Yes. You literally drop all the items into a scene and the go to Scene → Export As… → Meshlibrary… You should save the scene you made the MeshLibrary from in case you want to update it later, but you do not need to export the scene itself as part of your project. (You do need to still export the models as part of your project.)

As far as the models themselves, you can just create MeshInstance3D objects with a Plane Mesh as the Shape.

Yes, you can use them all as planes. I recommended it because you’re trying to track your information in 3-dimensions, and a GridMap does that for you without additional work.

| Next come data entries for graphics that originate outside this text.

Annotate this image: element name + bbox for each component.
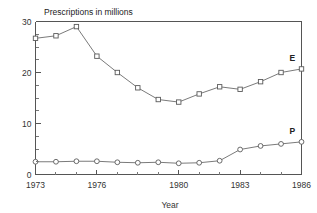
chart-title: Prescriptions in millions [44,7,133,17]
data-point-E [54,34,58,38]
data-point-E [197,92,201,96]
chart-tick-labels: 010203019731976198019831986 [22,17,311,190]
data-point-E [136,86,140,90]
data-point-P [74,159,79,164]
data-point-P [115,160,120,165]
data-point-E [33,36,37,40]
data-point-P [54,159,59,164]
data-point-E [217,85,221,89]
x-tick-label: 1973 [26,180,45,190]
chart-axes-layer [36,22,302,175]
x-tick-label: 1980 [169,180,188,190]
data-point-E [177,100,181,104]
data-point-E [299,67,303,71]
x-tick-label: 1983 [231,180,250,190]
data-point-P [299,139,304,144]
data-point-E [156,97,160,101]
data-point-P [279,142,284,147]
data-point-E [258,79,262,83]
series-label-P: P [290,126,296,136]
x-axis-label: Year [161,200,178,210]
chart-frame [36,22,302,175]
x-tick-label: 1976 [87,180,106,190]
data-point-E [115,70,119,74]
series-labels: EP [290,53,296,136]
data-point-P [135,160,140,165]
chart-container: Prescriptions in millions Year 010203019… [0,0,317,213]
series-line-E [36,27,302,102]
line-chart: Prescriptions in millions Year 010203019… [0,0,317,213]
data-point-P [238,147,243,152]
y-tick-label: 30 [22,17,32,27]
data-point-E [74,24,78,28]
data-point-P [176,161,181,166]
data-point-P [197,160,202,165]
series-label-E: E [290,53,296,63]
y-tick-label: 0 [27,170,32,180]
data-point-E [95,54,99,58]
chart-series-layer [33,24,304,165]
data-point-E [279,70,283,74]
y-tick-label: 10 [22,119,32,129]
data-point-P [217,158,222,163]
x-tick-label: 1986 [292,180,311,190]
data-point-P [94,159,99,164]
data-point-E [238,87,242,91]
data-point-P [156,160,161,165]
y-tick-label: 20 [22,68,32,78]
data-point-P [258,144,263,149]
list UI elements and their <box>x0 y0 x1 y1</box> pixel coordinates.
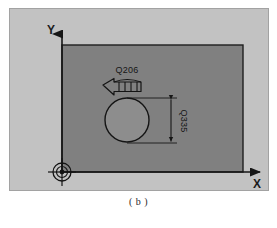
y-axis-label: Y <box>47 23 55 37</box>
technical-drawing-figure: Q335 Q206 Y X <box>0 0 277 228</box>
workpiece <box>62 45 243 172</box>
pocket <box>105 98 149 142</box>
workpiece-rect <box>62 45 243 172</box>
depth-dimension-label: Q335 <box>179 110 189 133</box>
drawing-canvas: Q335 Q206 Y X <box>9 8 269 191</box>
x-axis-label: X <box>253 177 261 191</box>
pocket-circle <box>105 98 149 142</box>
figure-caption: ( b ) <box>0 196 277 207</box>
feed-rate-label: Q206 <box>116 65 139 75</box>
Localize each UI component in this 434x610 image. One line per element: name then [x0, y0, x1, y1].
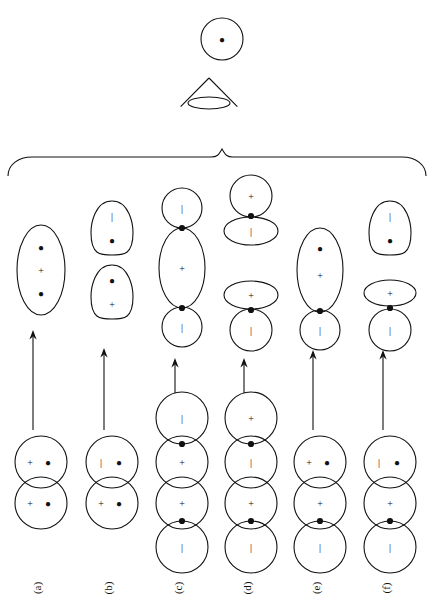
plus-sign: + [179, 457, 185, 468]
reactant-b: |●+● [86, 436, 138, 529]
filled-dot: ● [394, 457, 400, 468]
filled-dot: ● [116, 498, 122, 509]
reactant-c: |++| [156, 392, 208, 573]
column-f: |●+||●+| [364, 201, 416, 573]
filled-dot: ● [317, 243, 323, 254]
bar-sign: | [319, 542, 321, 553]
bar-sign: | [250, 457, 252, 468]
shape-circle [86, 436, 138, 488]
filled-dot: ● [109, 235, 115, 246]
junction-node [387, 518, 393, 524]
bar-sign: | [100, 457, 102, 468]
filled-dot: ● [38, 288, 44, 299]
plus-sign: + [179, 263, 185, 274]
junction-node [248, 518, 254, 524]
product-a: ●+● [17, 225, 65, 315]
plus-sign: + [387, 498, 393, 509]
bar-sign: | [389, 211, 391, 222]
arrow-a [29, 330, 36, 430]
junction-node [179, 441, 185, 447]
product-f: |●+| [364, 201, 416, 351]
filled-dot: ● [45, 457, 51, 468]
product-d: +|+| [224, 175, 278, 351]
cone-base-ellipse [188, 97, 230, 109]
reactant-e: +●+| [294, 436, 346, 573]
brace-group [8, 149, 426, 176]
shape-circle [294, 436, 346, 488]
shape-circle [15, 477, 67, 529]
bar-sign: | [389, 325, 391, 336]
top-cone [181, 78, 238, 109]
column-d: +|+|+|+| [224, 175, 278, 573]
filled-dot: ● [387, 235, 393, 246]
shape-cone [181, 78, 238, 109]
bar-sign: | [378, 457, 380, 468]
plus-sign: + [248, 498, 254, 509]
bar-sign: | [319, 325, 321, 336]
reactant-a: +●+● [15, 436, 67, 529]
filled-dot: ● [38, 242, 44, 253]
junction-node [248, 213, 254, 219]
junction-node [317, 518, 323, 524]
plus-sign: + [27, 498, 33, 509]
column-a: ●+●+●+● [15, 225, 67, 529]
arrow-e [309, 350, 316, 430]
cone-sides [181, 78, 238, 107]
bar-sign: | [250, 325, 252, 336]
shape-circle [86, 477, 138, 529]
column-label-e: (e) [310, 582, 323, 595]
filled-dot: ● [45, 498, 51, 509]
bar-sign: | [250, 226, 252, 237]
column-c: |+||++| [156, 188, 208, 573]
column-e: ●+|+●+| [294, 228, 346, 573]
junction-node [179, 225, 185, 231]
plus-sign: + [179, 498, 185, 509]
plus-sign: + [306, 457, 312, 468]
top-circle: ● [201, 18, 243, 60]
arrow-d [240, 358, 247, 393]
plus-sign: + [38, 265, 44, 276]
filled-dot: ● [219, 34, 225, 45]
junction-node [317, 308, 323, 314]
junction-node [248, 307, 254, 313]
arrow-f [379, 350, 386, 430]
product-c: |+| [159, 188, 205, 347]
bar-sign: | [389, 542, 391, 553]
shape-egg [91, 265, 133, 319]
bar-sign: | [181, 542, 183, 553]
plus-sign: + [387, 288, 393, 299]
junction-node [387, 305, 393, 311]
arrow-b [100, 348, 107, 430]
filled-dot: ● [324, 457, 330, 468]
plus-sign: + [109, 299, 115, 310]
junction-node [248, 441, 254, 447]
plus-sign: + [27, 457, 33, 468]
reactant-f: |●+| [364, 436, 416, 573]
orbital-configuration-figure: ● ●+●+●+●|●●+|●+●|+||++|+|+|+|+|●+|+●+||… [0, 0, 434, 610]
bar-sign: | [181, 322, 183, 333]
column-label-b: (b) [102, 581, 115, 594]
top-shapes-group: ● [181, 18, 243, 109]
bar-sign: | [181, 203, 183, 214]
column-label-f: (f) [380, 582, 393, 593]
bar-sign: | [181, 413, 183, 424]
product-b: |●●+ [91, 201, 133, 319]
filled-dot: ● [116, 457, 122, 468]
product-e: ●+| [297, 228, 343, 350]
brace-path [8, 149, 426, 176]
bar-sign: | [111, 211, 113, 222]
filled-dot: ● [109, 275, 115, 286]
column-labels-group: (a)(b)(c)(d)(e)(f) [31, 581, 393, 594]
junction-node [179, 305, 185, 311]
plus-sign: + [248, 413, 254, 424]
column-b: |●●+|●+● [86, 201, 138, 529]
plus-sign: + [248, 191, 254, 202]
shape-egg [91, 201, 133, 255]
shape-circle [364, 436, 416, 488]
plus-sign: + [317, 498, 323, 509]
column-label-d: (d) [241, 581, 254, 594]
plus-sign: + [248, 290, 254, 301]
bar-sign: | [250, 542, 252, 553]
column-label-c: (c) [172, 582, 185, 595]
shape-circle [15, 436, 67, 488]
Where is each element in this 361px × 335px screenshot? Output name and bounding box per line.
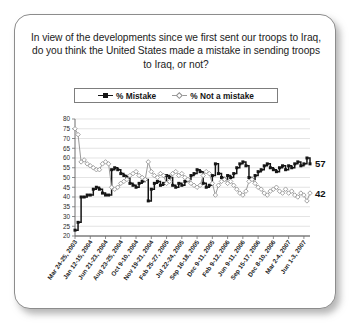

Here are a few pieces of advice for performance:

  1. Upgrade. You are running Godot 4.3 which means you are two production versions behind. 4.4.1-stable has been out for almost 4 months now, and 4.5 is about to come out of beta. I would recommend copying your project folder to a new location and upgrading that. But it you can measure performance and see what happens.
  2. Try out the NavigationRegion2D/3D nodes and see if they are potentially more performant than yours. The reason for this is they are written in C++ a compiled languages, and yours are written in GDScript, an interpreted language.
  3. Use the .NET (Mono) version for Linux. (You’ll also want VSCode on your box if your preferred IDE doesn’t support C#.) Then just copy your project and open the copy up in the .NET version. Then you can change the pieces that are giving you performance issues into C# code. They then will be compiled and the performance will likely improve significantly.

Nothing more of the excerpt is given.